Today gets a sub-title: Birds and other flying things:
- The geese that fly overhead to land in the pond at the college down the street.
- The cardinals that stare into our back room from the two trees that are not, but remind me of, a magnolia and a Japanese maple.
- The ducks that are swimming in couples around the pond. The same pond where the geese are trying to land.
- The white-bellied hawks that dive from the tall trees (again, what kind? Alder? Sure, that sounds good) as I drive toward school on the big street named after the big lake.
- Fireflies. When my mom's boyfriend came to visit, he was so surprised. What are these flying lights?
- These black and white tit-mice that land on the sycamore that I watch out the bathroom and hallway windows.
- The black and white woodpecker that eats from that same sycamore.
- The squirrels that seem to fly from branch to branch, from sycamore to hyacinth to fence to pine.
- The chipmunks that chase the squirrels.
- The red-tail hawk that sometimes appears on the sycamore looking for squirrels to eat, and, who one winter, caught and ate a squirrel while perched on top of the snow, leaving the white spattered red.
- The leaves that span seventy-five colors of red--from black cherry to neon pink-- falling to the sidewalk, on the sidewalk.
- The sparrows, plucking clean the already-bare winter branches.
- The spring blossoms, having fallen on the flower beds, blanketing them in May like so much snow did just the other day in April.
4 comments:
How lovely to have lived there and to have noticed all these things. Your descriptions make me think of childhood books which must all have been set in the midwest, because your post is the scene for them.
I wandered over to Otterbutt a few days ago from some blog (I now can't remember which) and got hooked on your archives, which have been a fabulous distraction from all the grading I'm supposed to be doing on my spring break. And now I'm fretting that we actually met at MLA and I just don't remember because I found the blogger meet-up overwhelming enough.
Anyway, I wanted to say both that I'll now be a regular reader and congratulations on your new job!
wow! great post. And some fans I see! Fantastic. Remember when we went to New York and Egg saw fireflies for the first time? I know you will miss it, but it is the winter that reminds us of the beauty of spring. And the moves from forest lakes to desert mountains that remind us of the beauty in biota.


> [Aim of the exercise]:
Down to the last line, set down the listing below exactly, apart from its pictures.
### Records for the exercise ###
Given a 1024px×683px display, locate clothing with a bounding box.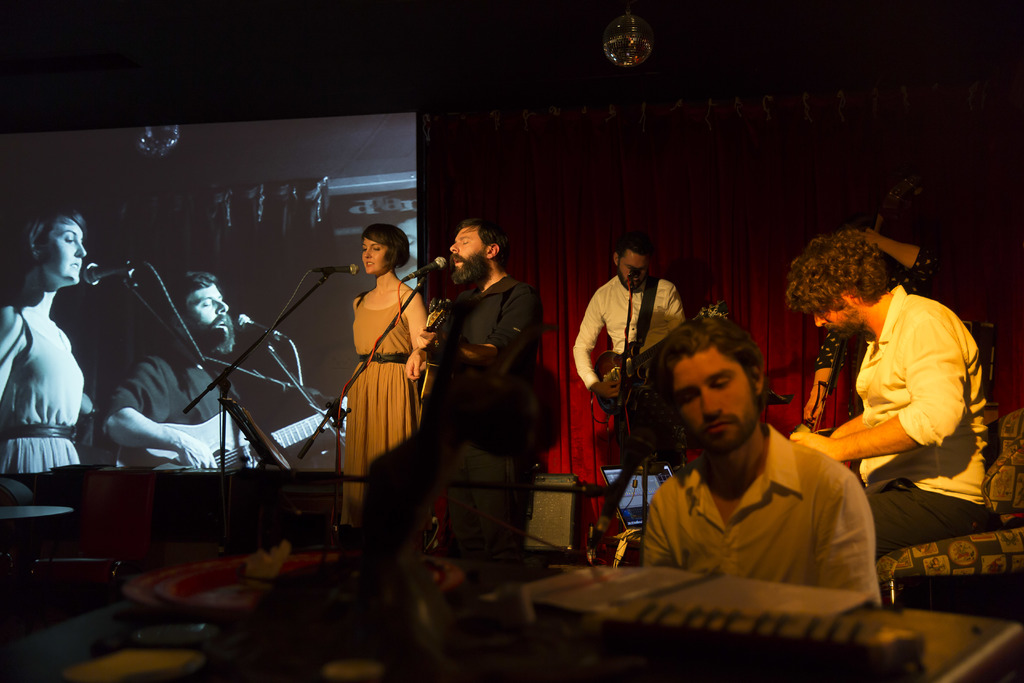
Located: rect(840, 279, 993, 504).
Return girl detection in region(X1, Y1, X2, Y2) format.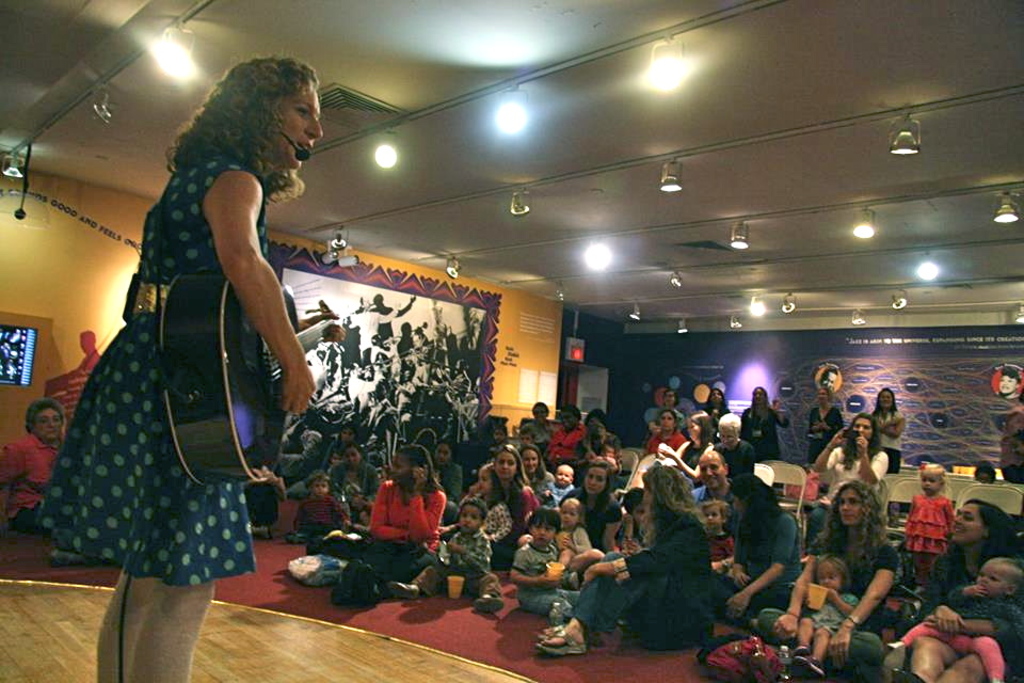
region(705, 502, 738, 566).
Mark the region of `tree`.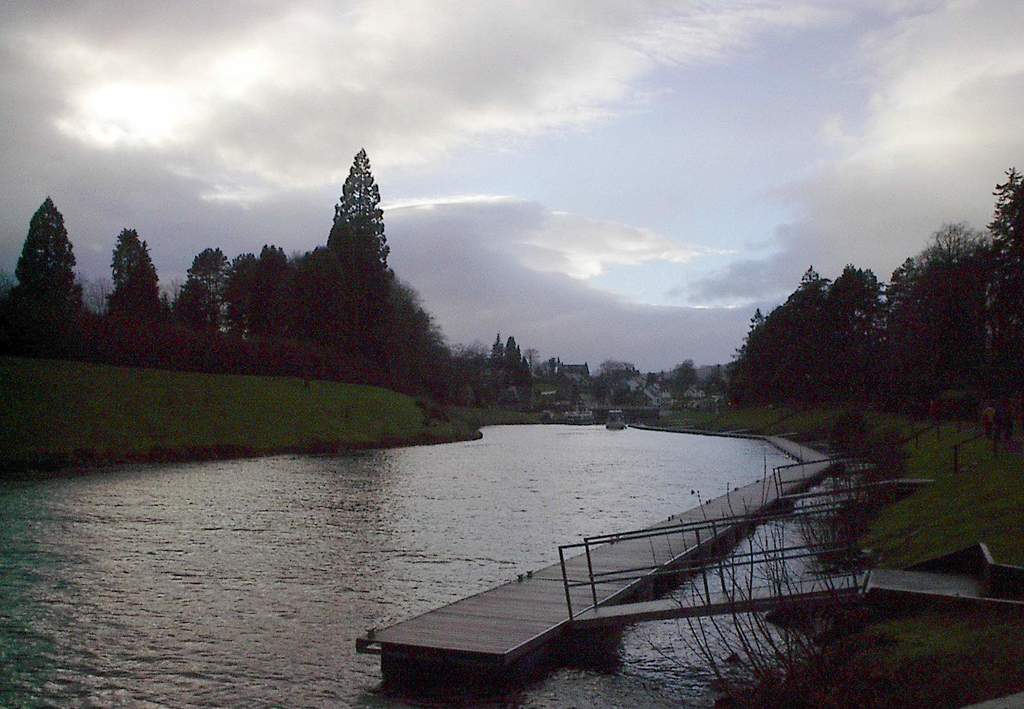
Region: bbox(980, 159, 1019, 373).
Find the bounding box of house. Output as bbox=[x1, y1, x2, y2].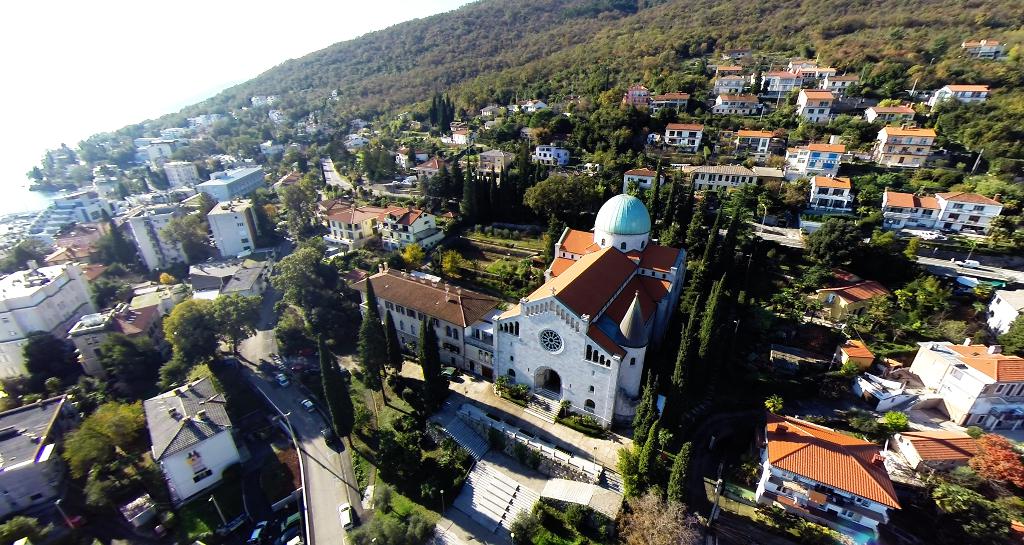
bbox=[410, 149, 442, 182].
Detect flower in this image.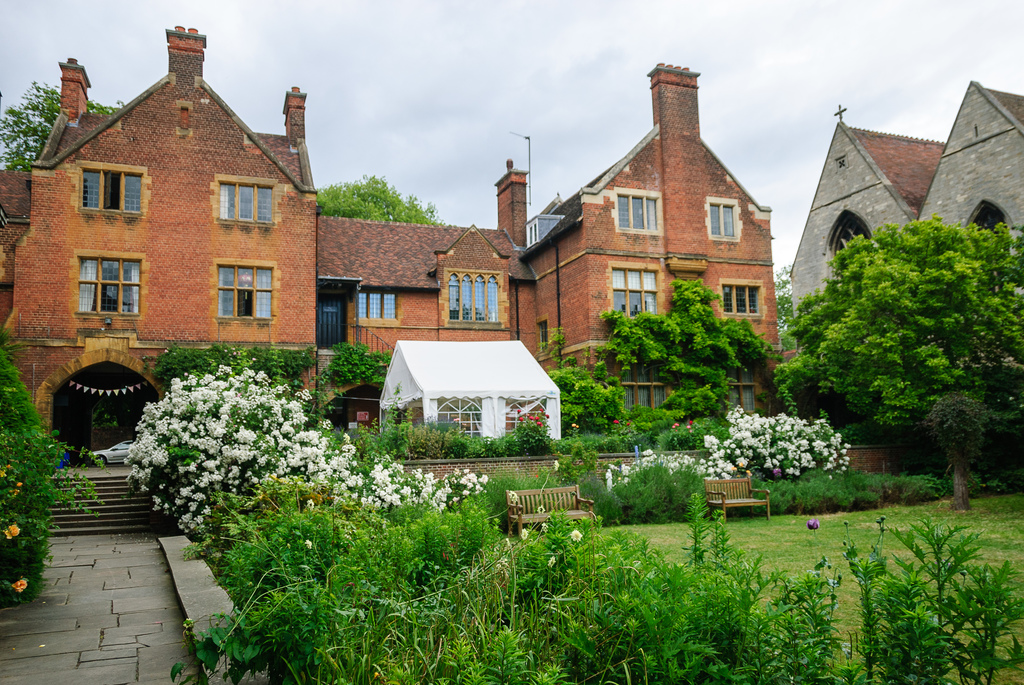
Detection: Rect(3, 525, 19, 542).
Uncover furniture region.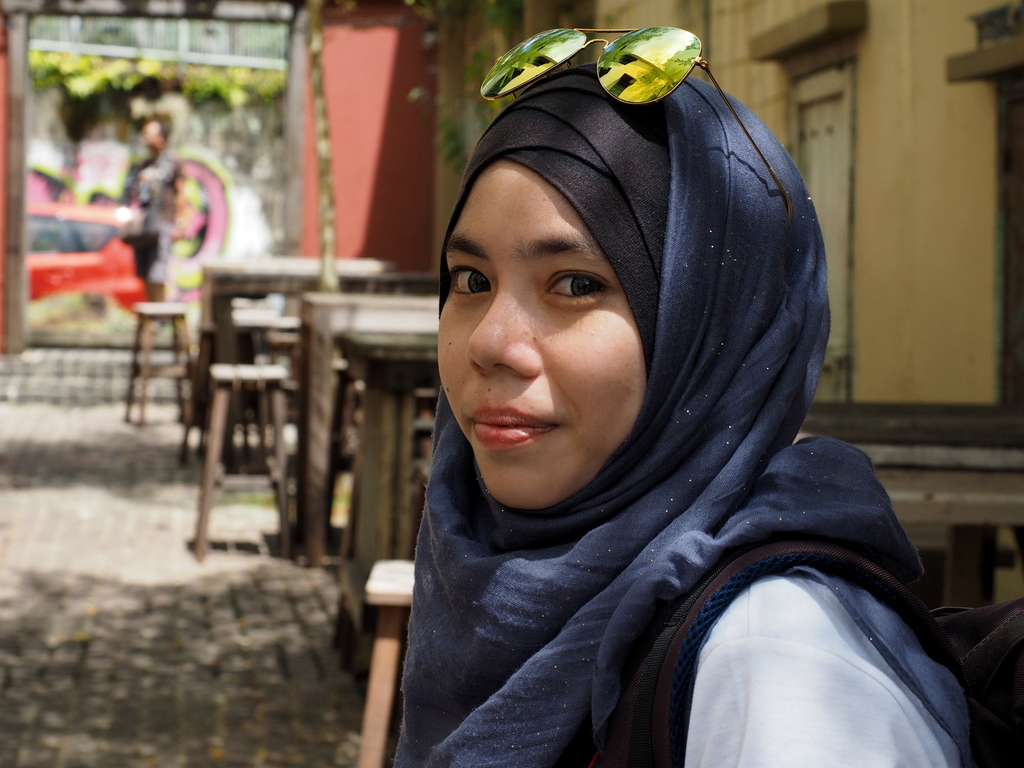
Uncovered: 359, 564, 413, 767.
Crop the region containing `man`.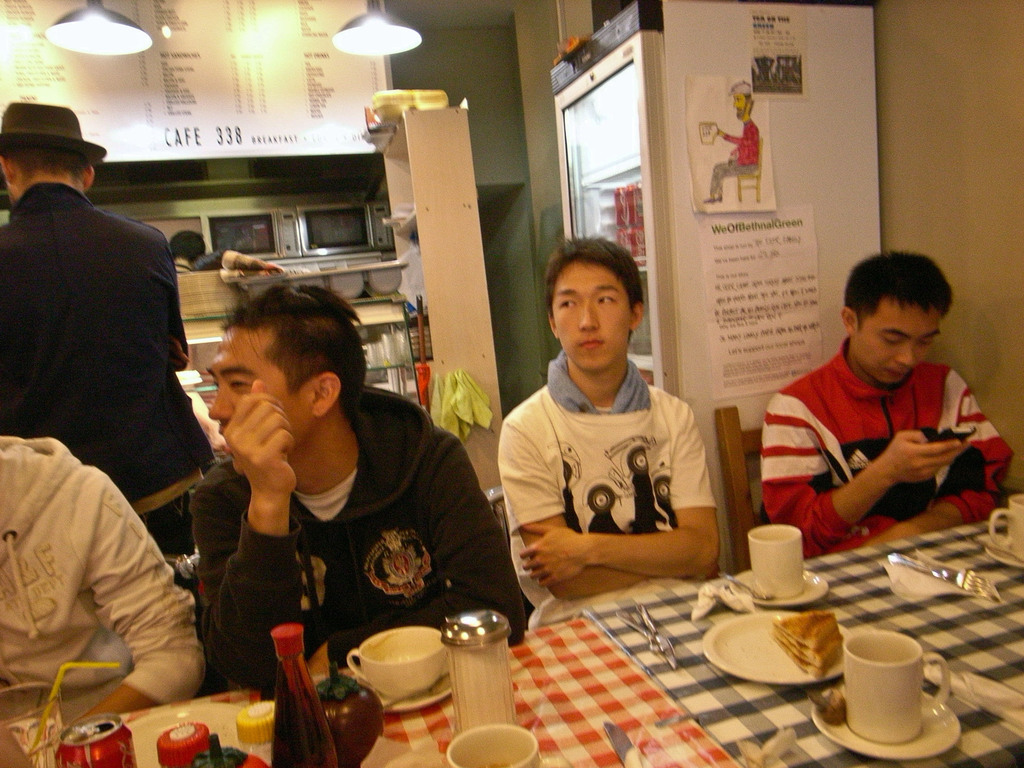
Crop region: box=[208, 275, 512, 685].
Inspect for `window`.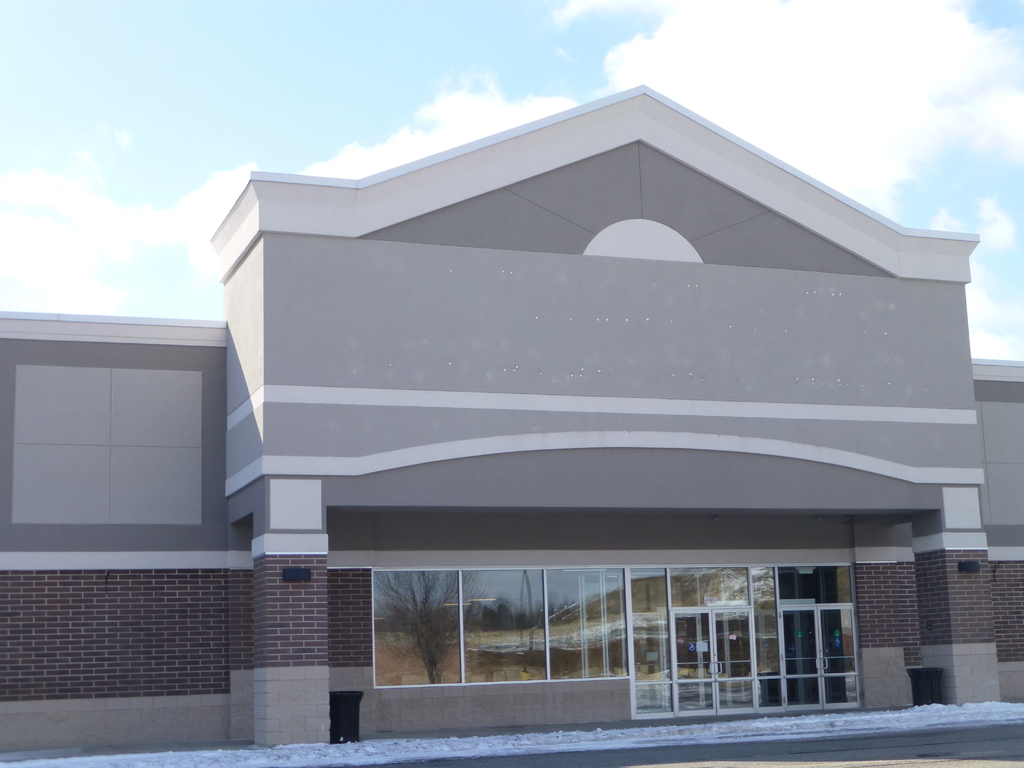
Inspection: [x1=371, y1=565, x2=460, y2=688].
###
> [Written response]:
Given a 1024px×683px display, locate clothing with a bounding box.
Located: rect(840, 279, 993, 504).
Return girl detection in region(X1, Y1, X2, Y2) format.
region(705, 502, 738, 566).
Mark the region of `tree`.
Region: bbox(980, 159, 1019, 373).
Find the bounding box of house. Output as bbox=[x1, y1, x2, y2].
bbox=[410, 149, 442, 182].
Detect flower in this image.
Detection: Rect(3, 525, 19, 542).
Uncover furniture region.
Uncovered: 359, 564, 413, 767.
Crop the region containing `man`.
Crop region: box=[208, 275, 512, 685].
Inspect for `window`.
Inspection: [x1=371, y1=565, x2=460, y2=688].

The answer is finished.